Archive

Quotes

The whole secret of fencing consists but in two things, to give and not to receive.

—Molière, 1670

Two things only the people anxiously desire, bread and the circus games.

—Juvenal, c. 121

A passion for horses, players, and gladiators seems to be the epidemic folly of the times. The child receives it in his mother’s womb; he brings it with him into the world, and in a mind so possessed, what room for science, or any generous purpose?

—Tacitus, c. 100

The true mission of American sports is to prepare young men for war.

—Dwight D. Eisenhower, c. 1952

If I played in New York, they’d name a candy bar after me.

—Reggie Jackson, 1976

A win always seems shallow: it is the loss that is so profound and suggests nasty infinities.

—E.M. Forster, 1919

A brilliant boxing match, quicksilver in its motions, transpiring far more rapidly than the mind can absorb, can have the power that Emily Dickinson attributed to great poetry: you know it’s great when it takes the top of your head off.

—Joyce Carol Oates, 1987

Let me tell you what I think of bicycling.

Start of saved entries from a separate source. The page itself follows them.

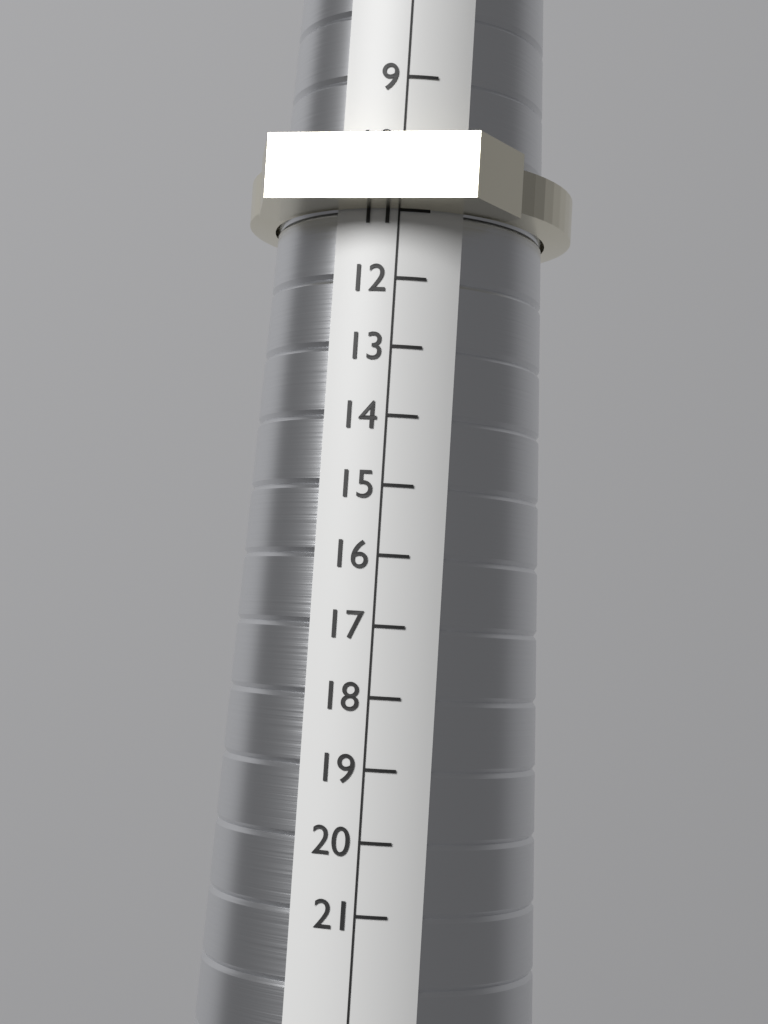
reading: 11 (no unit)
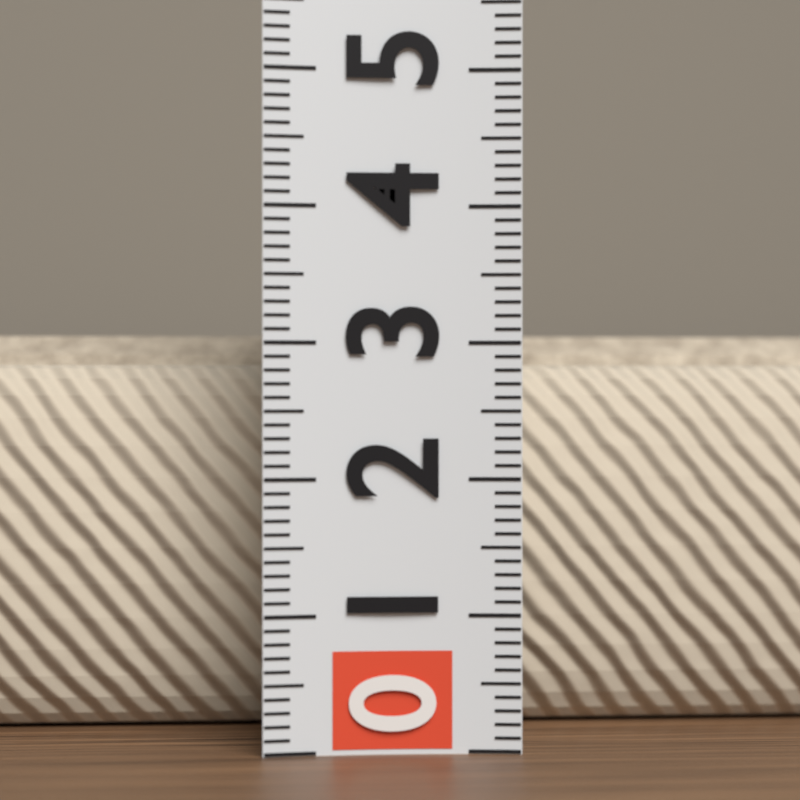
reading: 3.1 (no unit)
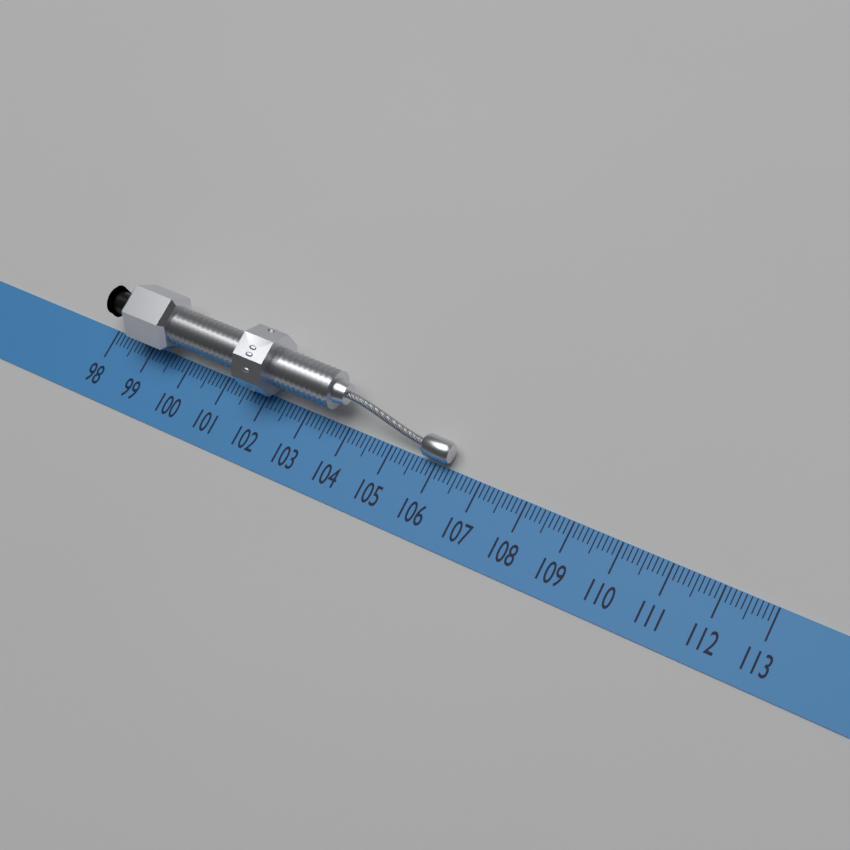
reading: 106.3 (no unit)
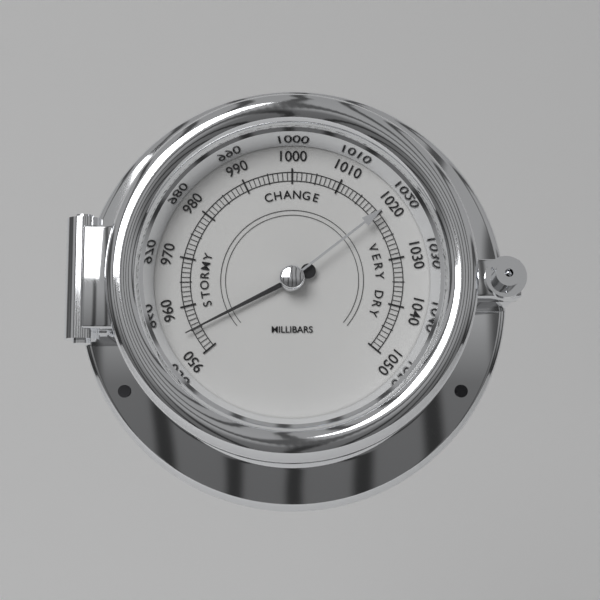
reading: 955 mbar
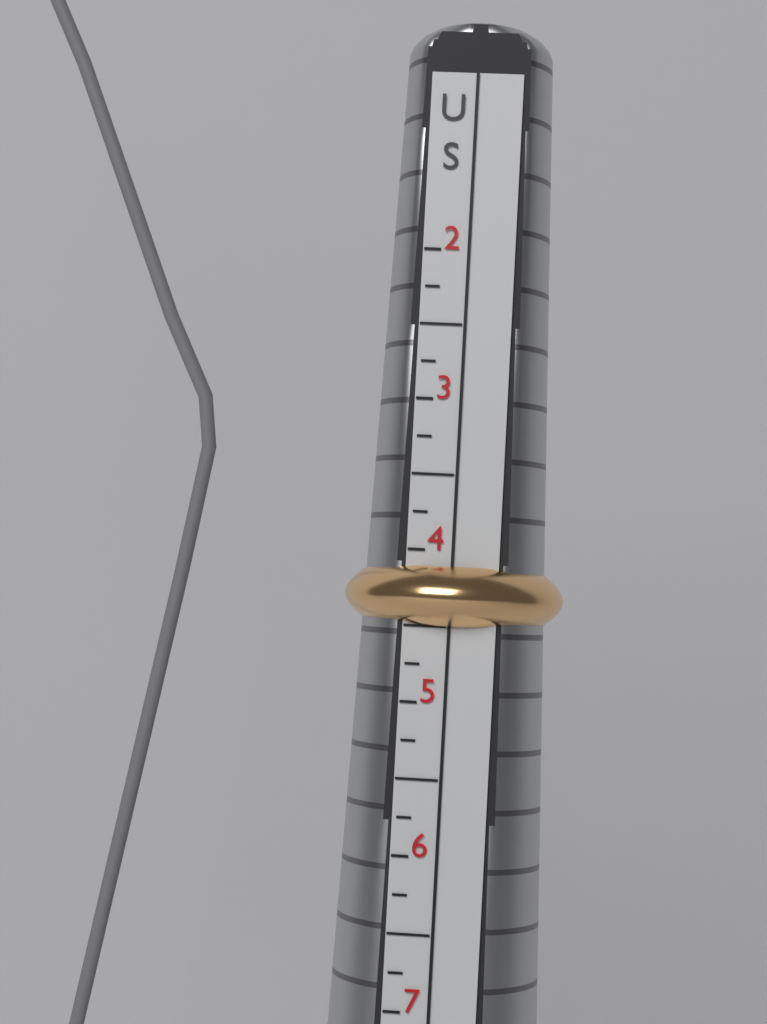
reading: 4.50 US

I think it has done more to emancipate women than anything else in the world: it gives women a feeling of freedom and self-reliance. I stand and rejoice every time I see a woman ride by on a wheel. The picture of free, untrammeled womanhood.

—Susan B. Anthony, 1896

One great reason why many children abandon themselves wholly to silly sports and trifle away all their time insipidly is because they have found their curiosity baulked and their inquiries neglected.

—John Locke, 1693

The fascination of shooting as a sport depends almost wholly on whether you are at the right or wrong end of a gun.

—P.G. Wodehouse, 1929

If I lose at play, I blaspheme, and if my fellow loses, he blasphemes. So that God is always sure to be the loser.

—John Donne, 1623

Football causeth fighting, brawling, contention, quarrel picking, murder, homicide and great effusion of bloode, as daily experience teacheth.

—Philip Stubbes, 1583

The sadness of the end of a career of an older athlete, with the betrayal of his body, is mirrored in the rest of us. Consciously or not, we know: there, soon, go I.